None of the cases relied upon by the plaintiff even come close to establishing the duty of care which he claims existed and was owing by the defendants to him. To once again to recap, the pleading alleges that by the plaintiff's wife retaining the defendant to represent her in proceedings against the plaintiff there was created a duty of care to the plaintiff in those solicitors to perform their retainer with due care, skill and diligence. Likewise it is alleged that in retaining the defendant to act in the Woolven action there was likewise created a duty to the plaintiff to exercise due care, skill and diligence.

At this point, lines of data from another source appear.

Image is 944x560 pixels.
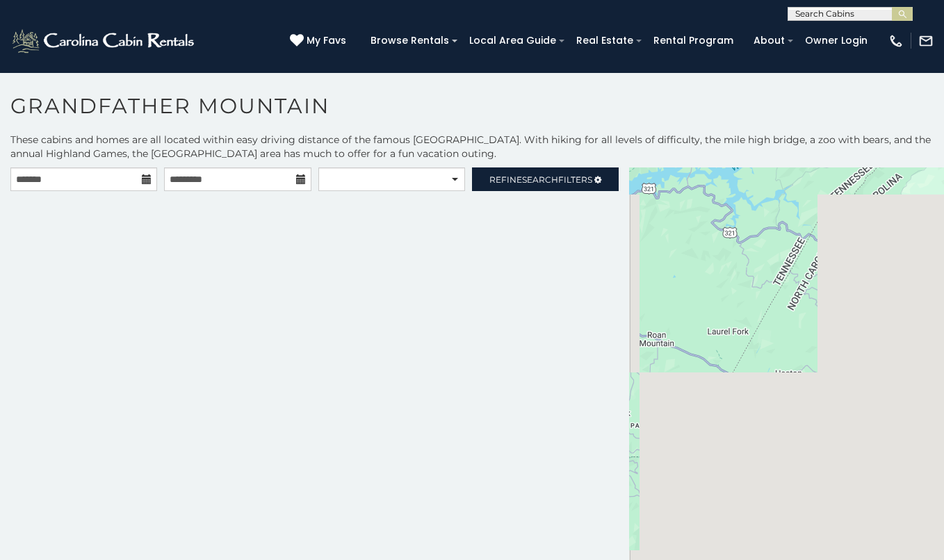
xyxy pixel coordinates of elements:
a: Browse Rentals [364,30,456,51]
img: phone-regular-white.png [888,33,904,49]
img: White-1-2.png [11,27,198,55]
a: Rental Program [646,30,740,51]
span: My Favs [307,33,346,48]
a: My Favs [290,33,350,49]
a: Local Area Guide [462,30,563,51]
img: mail-regular-white.png [919,33,933,49]
a: About [747,30,792,51]
span: Search [522,175,558,185]
a: Owner Login [798,30,875,51]
span: Refine Filters [489,175,592,185]
a: Real Estate [570,30,640,51]
a: RefineSearchFilters [472,168,619,191]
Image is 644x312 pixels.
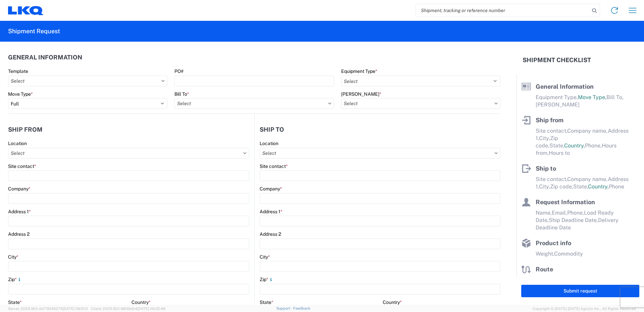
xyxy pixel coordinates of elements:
[175,98,334,109] input: Select
[341,68,378,74] label: Equipment Type
[536,277,639,290] span: Pallet Count in Pickup Stops equals Pallet Count in delivery stops
[260,299,273,305] label: State
[539,183,550,190] span: City,
[8,126,43,133] h2: Ship from
[609,183,624,190] span: Phone
[550,183,574,190] span: Zip code,
[260,163,288,169] label: Site contact
[8,276,22,282] label: Zip
[416,4,590,17] input: Shipment, tracking or reference number
[260,185,282,192] label: Company
[8,27,60,35] h2: Shipment Request
[260,141,278,146] label: Location
[536,94,578,100] span: Equipment Type,
[521,285,640,297] button: Submit request
[260,276,274,282] label: Zip
[175,91,189,97] label: Bill To
[8,163,36,169] label: Site contact
[8,254,19,260] label: City
[260,126,284,133] h2: Ship to
[539,135,550,142] span: City,
[260,231,281,237] label: Address 2
[567,128,608,134] span: Company name,
[536,239,571,246] span: Product info
[607,94,624,100] span: Bill To,
[8,147,249,159] input: Select
[175,68,184,74] label: PO#
[536,176,567,182] span: Site contact,
[536,209,552,216] span: Name,
[549,150,570,156] span: Hours to
[137,307,166,310] span: [DATE] 09:32:48
[277,306,293,310] a: Support
[341,98,500,109] input: Select
[588,183,609,190] span: Country,
[536,128,567,134] span: Site contact,
[8,75,168,86] input: Select
[8,299,22,305] label: State
[8,54,82,61] h2: General Information
[8,68,28,74] label: Template
[131,299,151,305] label: Country
[536,266,553,272] span: Route
[8,208,31,214] label: Address 1
[260,254,270,260] label: City
[8,231,29,237] label: Address 2
[293,306,310,310] a: Feedback
[574,183,588,190] span: State,
[383,299,402,305] label: Country
[8,91,33,97] label: Move Type
[8,185,30,192] label: Company
[585,142,602,149] span: Phone,
[578,94,607,100] span: Move Type,
[549,217,598,223] span: Ship Deadline Date,
[549,142,564,149] span: State,
[536,116,564,123] span: Ship from
[552,209,567,216] span: Email,
[564,142,585,149] span: Country,
[91,307,166,310] span: Client: 2025.18.0-9839db4
[341,91,381,97] label: [PERSON_NAME]
[536,165,556,172] span: Ship to
[554,251,583,257] span: Commodity
[536,198,595,206] span: Request Information
[62,307,88,310] span: [DATE] 09:51:11
[8,141,27,146] label: Location
[536,83,594,90] span: General Information
[536,251,554,257] span: Weight,
[567,209,584,216] span: Phone,
[567,176,608,182] span: Company name,
[536,102,580,108] span: [PERSON_NAME]
[533,306,636,311] span: Copyright © [DATE]-[DATE] Agistix Inc., All Rights Reserved
[260,208,282,214] label: Address 1
[260,147,500,159] input: Select
[536,277,568,283] span: Pallet Count,
[523,56,591,64] h2: Shipment Checklist
[8,307,88,310] span: Server: 2025.18.0-dd719145275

I can see no basis upon which such a duty could possibly exist. In proceedings of the kind which have been outlined in the statement of claim, the interests of Mrs Gandini and the plaintiff were not coincident. It was not intended by her retainer of the defendant that Mr Gandini should benefit, quite the opposite and it appears to me that it would be impossible for the defendant to properly carry out their duties under the terms of their retainer to Mrs Gandini if indeed the duty of care which is alleged did exist.
I think it is more than a coincidence that in the long history of the evolution of the tort at negligence there appears to be no case in which a duty such as that propounded by this plaintiff has been found to exist.
In my view the statement of claim is such that it sets out a cause of action which has no reasonable prospects of success and as a consequence my order is that it be struck out.